I climbed up toward my “favorite” spot the other evening. (At Trevor and Rhonda’s the other evening she had crackers and cheese out, and I said that was just about one of my favorite things. “Let’s see,” said Rhonda. “I know biscuits and gravy is too…” “I would have thought Nutella was your favorite,” said Penny. I decided I have lots of favorite things.) Pretty much anywhere I can see large amounts of sky and not a lot blocking it is a favorite spot, and this was on the hill overlooking the Roman Theater, so I could see the roofs of the city center across the noise of the river in the fading light.
The theater is having a Shakespeare festival going on, like every summer, and people were starting to arrive. I found a seat on a wall with some other people who had the same idea, where we could look down into the theater from behind. I watched the people hurrying in, some pulling off motorcycle helmets as walked to the entrance. There were bikes chained up to the railing along the river.
Once the show started I couldn’t really hear, so I decided I’d rather be at home reading, and walked out, down the street, past three Japanese boys singing in acapella harmony while the Japanese girls walked laughing behind, past a pizza delivery boy pushing his pizza delivery motorcycle down the piece of street that had been closed, past a dog that nuzzled me and the motorcycle cop enforcing the street being closed, or at least scolding the man still riding his motorcycle from the other direction and telling him not to next time.
A couple of evenings later I went to a “molologo,” not knowing what it was but knowing that it included someone playing the piano and was free. The entrance was through the “courtyard of Juliet,” closed to the public, which was pressing up against the gates asking the girl standing there when it would open again. She told them tomorrow morning, but opened the gate for me when I told her I wanted to go to the show. We happy few were shown into a building opposite, to a dimly lit area back or offstage—I could barely see into a richly-adorned theater through the screen we were watching. And there was a Steinway grand, on which an excellent pianist played Richard Strauss’s op. 38, interchanging with the long-ponytailed, deep-voiced, double-breasted suit man reading “Alfred Tennison’s” Enoch Arden—in Italian prose, which left not much to know that it was Tennyson. The plot was all that was left, and it was very Romantically tragic, but I was a little disappointed, because I don't think of plots when I think of Tennyson. For once I thought Italian lacking in melody. But I had always wondered a little about that style of musicandstory that pre-dated movies, so it was interesting to get a taste of it, and understand the feeling from the music.
Now Troy and Penny are here, and it’s been fun taking them around town and seeing things from a new perspective—especially the pointing-out of things to children who’ve always lived in Mound City, Kansas. “Look, Noah, it’s a Ferrari,” “Look at the lady giving bread to the pigeon,” “Look at the dog going for a ride on the motorcycle.” They’re noticing things too—Rowen sat in her stroller, struck with the sound of the bells striking nine. “Did you hear that?” she whispered to me.
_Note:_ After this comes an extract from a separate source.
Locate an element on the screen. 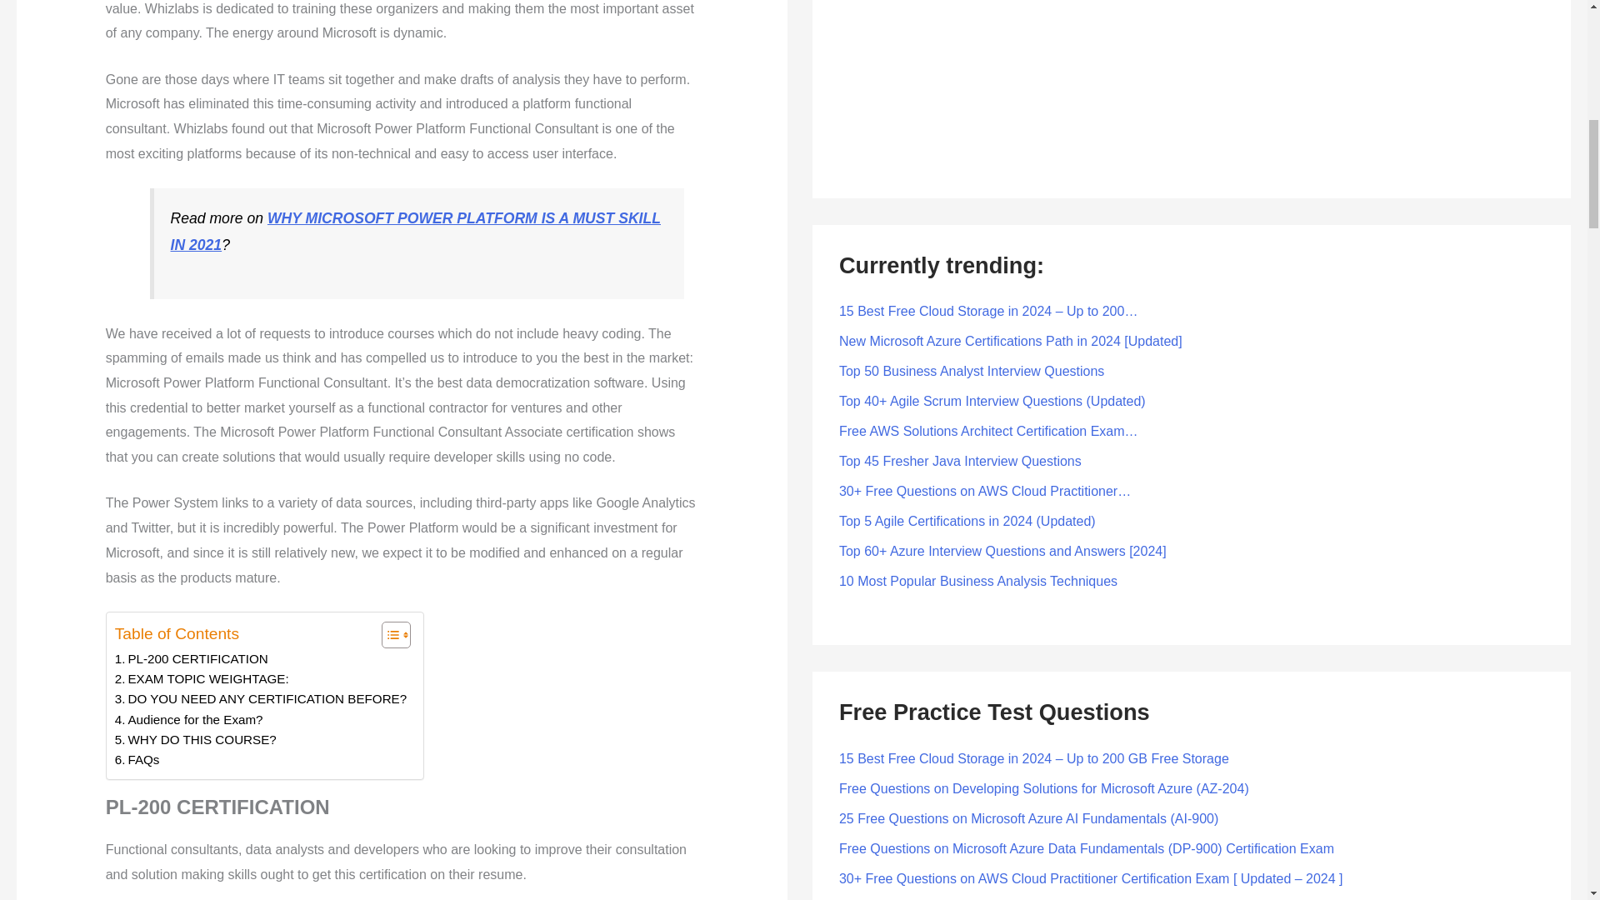 This screenshot has height=900, width=1600. PL-200 CERTIFICATION is located at coordinates (192, 658).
Noah gave me a Fruit Loop from his plastic cup of bounty, and the colors seemed to shine back in the pattern of houses and flowers and that man’s argyle sweater in the jewel tones one notices on days of partly-cloudy clearness when the light breaking through picks out colors with flashes of reality.
The old people here smile at them wherever they go. One lady laughed aloud watching Noah trying to find a way around a piece of wet sidewalk. The woman at the post office who helped us with their permessi oohed over them. “They’re so blond!” So far, though, no one has succeeded in getting them to say “ciao.”
The lady at the post office started out a little huffy (we’d done some things wrong) but eventually became chatty, wanting to know about where in the U.S. we were from, and why Penny’s last name was the same as Troy’s (“So women just lose their name entirely when they get married?”). We talked about differences (us having middle names on documents, but not using them generally—sometimes they have second names, but never on documents, which means that if our middle names are on our passports we have to sign everything that way here, since that’s our name). Troy thanked her when we finished, and she said, “Welcome,” then asked me if that was right, “because you don’t have ‘prego,’ right?” “Yes, it’s ‘You’re welcome,” I said, but she couldn’t every quite get it.
Troy and Penny wanted to get an estimate on how much it will cost to paint their new apartment, so we went to a store that sells paint, and asked if they could give us a general idea of how much painters charge or paint costs. “How much does it cost to go to the moon?” the old man asked me. “How much does a dress cost? You can’t ask these questions! You must be foreigners! No Italian would ever ask such a thing!” I tried to be polite, and the politer I was the more he kept yelling, so I eventually just left, wondering if all customers get this service or only foreign ones, and if so, how he makes enough to keep going. But I’m not a businessman.